New Delhi: The Congress on Friday slammed Commerce Minister Piyush Goyal for his remarks against the India-ASEAN trade agreements, saying labelling these countries as “B team of China” is “irresponsible and insulting”.
Speaking at the India Global Forum (IGF) session on UK-India Science, Technology and Innovation Collaboration at the Science Museum in London, Goyal said, “There was a point of time 15 years ago when we were more focused on doing FTAs with countries who were our competitors. So if I am doing an ASEAN agreement, it really is silly because (that is) opening up my market to my competitors, many of whom have now become the B team of China.”
“So effectively and indirectly, I have opened up my market for goods that find their way from China into India,” the commerce minister said.
In a statement, Congress spokesperson Anand Sharma said Goyal’s statement “belittling India ASEAN Trade Agreements is unwarranted, ill advised and unfortunate”.
India and ASEAN group of countries are for over three decades engaged in a multi-faceted relationship which is mutually rewarding and important, he noted.
“This is an integral part of the Look East policy to deepen and diversify India’s relations with a region that is economically vibrant and of enormous geo-strategic importance for engagement with the Asia-Pacific region,” he said.
Sharma, a former commerce minister, said successive Indian governments have consciously pursued this policy and elevated India-ASEAN relations to a strategic partnership.
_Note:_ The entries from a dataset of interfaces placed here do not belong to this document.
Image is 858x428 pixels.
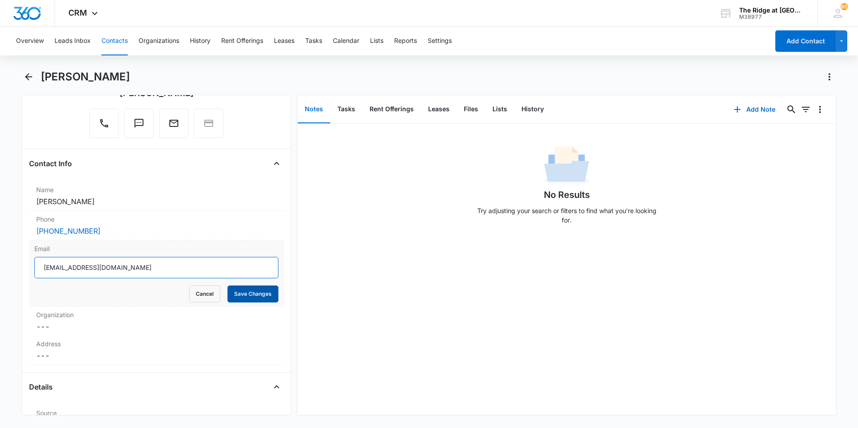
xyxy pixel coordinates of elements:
[189,286,220,303] button: Cancel
[270,380,284,394] button: Close
[298,96,330,123] button: Notes
[36,350,277,361] dd: ---
[813,102,827,117] button: Overflow Menu
[29,307,284,336] div: Organization---
[36,226,101,236] a: [PHONE_NUMBER]
[124,109,154,138] button: Text
[428,27,452,55] button: Settings
[29,158,72,169] h4: Contact Info
[124,122,154,130] a: Text
[36,409,277,418] label: Source
[785,102,799,117] button: Search...
[363,96,421,123] button: Rent Offerings
[34,244,279,253] label: Email
[725,99,785,120] button: Add Note
[36,339,277,349] label: Address
[190,27,211,55] button: History
[34,257,279,279] input: Email
[16,27,44,55] button: Overview
[841,3,848,10] span: 85
[36,215,277,224] label: Phone
[29,382,53,392] h4: Details
[36,196,277,207] dd: [PERSON_NAME]
[841,3,848,10] div: notifications count
[41,70,130,84] h1: [PERSON_NAME]
[36,185,277,194] label: Name
[305,27,322,55] button: Tasks
[139,27,179,55] button: Organizations
[394,27,417,55] button: Reports
[544,143,589,188] img: No Data
[29,181,284,211] div: Name[PERSON_NAME]
[421,96,457,123] button: Leases
[330,96,363,123] button: Tasks
[473,206,661,225] p: Try adjusting your search or filters to find what you’re looking for.
[823,70,837,84] button: Actions
[370,27,384,55] button: Lists
[159,109,189,138] button: Email
[36,310,277,320] label: Organization
[221,27,263,55] button: Rent Offerings
[101,27,128,55] button: Contacts
[333,27,359,55] button: Calendar
[228,286,279,303] button: Save Changes
[515,96,551,123] button: History
[270,156,284,171] button: Close
[29,211,284,241] div: Phone[PHONE_NUMBER]
[159,122,189,130] a: Email
[29,336,284,365] div: Address---
[36,321,277,332] dd: ---
[739,7,805,14] div: account name
[21,70,35,84] button: Back
[799,102,813,117] button: Filters
[68,8,87,17] span: CRM
[89,109,119,138] button: Call
[544,188,590,202] h1: No Results
[89,122,119,130] a: Call
[55,27,91,55] button: Leads Inbox
[776,30,836,52] button: Add Contact
[739,14,805,20] div: account id
[485,96,515,123] button: Lists
[274,27,295,55] button: Leases
[457,96,485,123] button: Files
He said India is also a member of the East Asia Summit (EAS) of ASEAN + six (Japan, India, South Korea, China, Australia and New Zealand) while Indonesia, Vietnam and Malaysia are strategic partner countries.
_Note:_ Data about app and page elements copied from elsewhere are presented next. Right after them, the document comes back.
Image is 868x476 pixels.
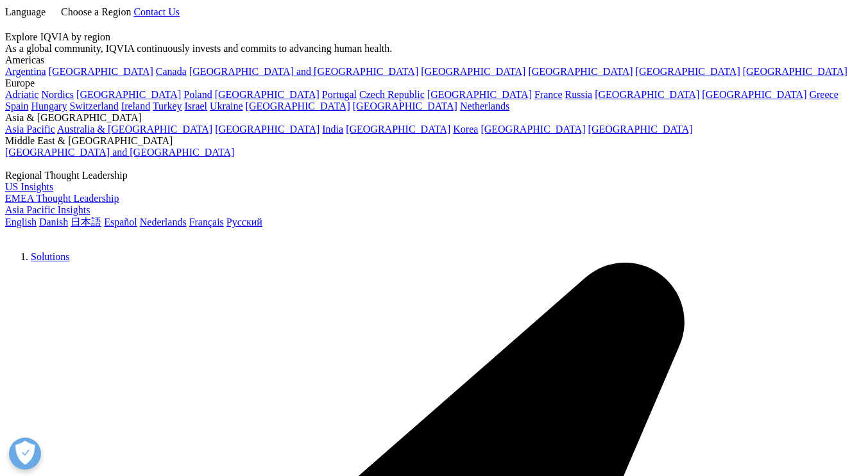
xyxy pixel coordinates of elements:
[104,217,138,227] a: Español
[5,193,119,204] a: EMEA Thought Leadership
[140,217,187,227] a: Nederlands
[588,123,693,134] a: [GEOGRAPHIC_DATA]
[189,217,224,227] a: Français
[5,113,863,123] div: Asia & [GEOGRAPHIC_DATA]
[5,101,28,112] a: Spain
[185,101,208,112] a: Israel
[77,89,181,100] a: [GEOGRAPHIC_DATA]
[134,6,180,17] a: Contact Us
[5,135,863,147] div: Middle East & [GEOGRAPHIC_DATA]
[210,101,243,112] a: Ukraine
[5,66,46,77] a: Argentina
[427,89,532,100] a: [GEOGRAPHIC_DATA]
[61,6,131,17] span: Choose a Region
[5,77,863,89] div: Europe
[346,123,450,134] a: [GEOGRAPHIC_DATA]
[5,55,863,66] div: Americas
[322,89,357,100] a: Portugal
[5,217,37,227] a: English
[534,89,562,100] a: France
[5,147,234,158] a: [GEOGRAPHIC_DATA] and [GEOGRAPHIC_DATA]
[215,89,319,100] a: [GEOGRAPHIC_DATA]
[5,43,863,55] div: As a global community, IQVIA continuously invests and commits to advancing human health.
[215,123,319,134] a: [GEOGRAPHIC_DATA]
[5,205,90,216] a: Asia Pacific Insights
[5,89,38,100] a: Adriatic
[460,101,509,112] a: Netherlands
[39,217,68,227] a: Danish
[30,101,66,112] a: Hungary
[246,101,350,112] a: [GEOGRAPHIC_DATA]
[5,170,863,181] div: Regional Thought Leadership
[70,217,102,227] a: 日本語
[227,217,262,227] a: Русский
[41,89,74,100] a: Nordics
[121,101,150,112] a: Ireland
[5,6,45,17] span: Language
[5,31,863,43] div: Explore IQVIA by region
[480,123,585,134] a: [GEOGRAPHIC_DATA]
[70,101,118,112] a: Switzerland
[701,89,806,100] a: [GEOGRAPHIC_DATA]
[809,89,838,100] a: Greece
[57,123,213,134] a: Australia & [GEOGRAPHIC_DATA]
[5,181,53,192] a: US Insights
[184,89,212,100] a: Poland
[421,66,525,77] a: [GEOGRAPHIC_DATA]
[5,123,56,134] a: Asia Pacific
[359,89,425,100] a: Czech Republic
[453,123,478,134] a: Korea
[156,66,187,77] a: Canada
[30,252,70,262] a: Solutions
[322,123,343,134] a: India
[594,89,699,100] a: [GEOGRAPHIC_DATA]
[189,66,418,77] a: [GEOGRAPHIC_DATA] and [GEOGRAPHIC_DATA]
[353,101,457,112] a: [GEOGRAPHIC_DATA]
[565,89,593,100] a: Russia
[528,66,633,77] a: [GEOGRAPHIC_DATA]
[636,66,741,77] a: [GEOGRAPHIC_DATA]
[743,66,848,77] a: [GEOGRAPHIC_DATA]
[9,438,41,470] button: Open Preferences
[152,101,182,112] a: Turkey
[48,66,153,77] a: [GEOGRAPHIC_DATA]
“Piyush Goyal’s statement terming the Trade agreement with ASEAN as silly and labelling these countries as B team of China is irresponsible and insulting. He has forgotten that President of Indonesia Prabowo Subianto was the chief guest for 2025 Republic Day Parade,” Sharma said.
The Congress leader said the Comprehensive Economic Cooperation Agreement (CECA) with ASEAN and trade agreements with Japan and South Korea are aimed at promoting investments and trade in goods and services.
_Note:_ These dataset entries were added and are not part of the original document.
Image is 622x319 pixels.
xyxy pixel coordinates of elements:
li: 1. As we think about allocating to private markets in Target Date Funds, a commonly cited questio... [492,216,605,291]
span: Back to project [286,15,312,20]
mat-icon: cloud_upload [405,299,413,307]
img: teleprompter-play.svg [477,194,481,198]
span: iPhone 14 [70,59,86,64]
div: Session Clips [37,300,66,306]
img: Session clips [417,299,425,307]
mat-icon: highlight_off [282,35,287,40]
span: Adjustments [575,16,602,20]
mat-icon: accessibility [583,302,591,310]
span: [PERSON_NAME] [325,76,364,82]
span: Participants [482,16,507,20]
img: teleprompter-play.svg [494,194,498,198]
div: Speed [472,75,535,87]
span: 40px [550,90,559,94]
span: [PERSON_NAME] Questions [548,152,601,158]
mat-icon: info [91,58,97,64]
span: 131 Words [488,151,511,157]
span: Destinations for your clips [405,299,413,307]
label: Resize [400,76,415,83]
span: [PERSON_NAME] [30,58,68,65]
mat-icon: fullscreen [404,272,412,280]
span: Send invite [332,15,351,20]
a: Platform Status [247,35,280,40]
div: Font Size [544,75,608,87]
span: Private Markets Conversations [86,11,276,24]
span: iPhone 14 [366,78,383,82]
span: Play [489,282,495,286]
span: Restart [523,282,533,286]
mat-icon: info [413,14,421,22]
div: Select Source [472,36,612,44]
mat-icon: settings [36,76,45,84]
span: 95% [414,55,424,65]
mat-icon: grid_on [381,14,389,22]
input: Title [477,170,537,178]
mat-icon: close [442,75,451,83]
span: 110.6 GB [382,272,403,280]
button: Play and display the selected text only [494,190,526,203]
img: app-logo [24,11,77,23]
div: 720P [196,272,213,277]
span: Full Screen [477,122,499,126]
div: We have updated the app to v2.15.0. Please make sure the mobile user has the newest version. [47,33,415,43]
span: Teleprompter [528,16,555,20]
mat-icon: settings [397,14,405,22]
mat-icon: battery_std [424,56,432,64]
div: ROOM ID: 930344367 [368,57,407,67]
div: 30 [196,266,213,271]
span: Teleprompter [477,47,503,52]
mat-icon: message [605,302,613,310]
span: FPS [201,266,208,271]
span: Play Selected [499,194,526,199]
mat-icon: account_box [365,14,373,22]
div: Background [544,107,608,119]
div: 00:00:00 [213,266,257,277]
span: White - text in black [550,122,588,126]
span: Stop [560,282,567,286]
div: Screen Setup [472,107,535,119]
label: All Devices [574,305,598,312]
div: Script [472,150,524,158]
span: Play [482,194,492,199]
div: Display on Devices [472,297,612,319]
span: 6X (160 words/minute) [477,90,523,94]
“The agreements were diligently negotiated considering India’s interests with this vibrant region. There are inbuilt checks and review mechanisms inbuilt in all trade agreements that India has signed.
“Trade in goods with ASEAN countries also includes essential imports: Iron ore and coal from Indonesia, palm oil from Malaysia and Indonesia, oil – petroleum products from Brunei Dares Salam and Malaysia and pulses from Myanmar.
“Piyush Goyal needs to be reminded of the fundamental rule of trade: ‘No country can export what it does not produce nor imports what it does not need’,” the Congress leader said.
Sharma said ASEAN is India’s fourth largest trading partner, accounting for over 11 per cent of India’s total global trade with bilateral trade at 120 billion USD and accounts for over 11 per cent of India’s exports. FDI inflows from ASEAN to India account for over 18 per cent of total FDI inflows since 2000, he noted.
“In an interconnected and interdependent world partnerships are the way forward and not exclusion and isolation. The commerce minister should be prioritising strengthening trade relations with partner countries and not insulting them while bending backwards to negotiate a suboptimal trade agreement with USA on its terms,” Sharma said.
Goyal, who is currently in the UK for talks ahead of the India-UK Free Trade Agreement signing, has said India is in trade dialogues with countries with whom it does not compete but can complement the economies involved.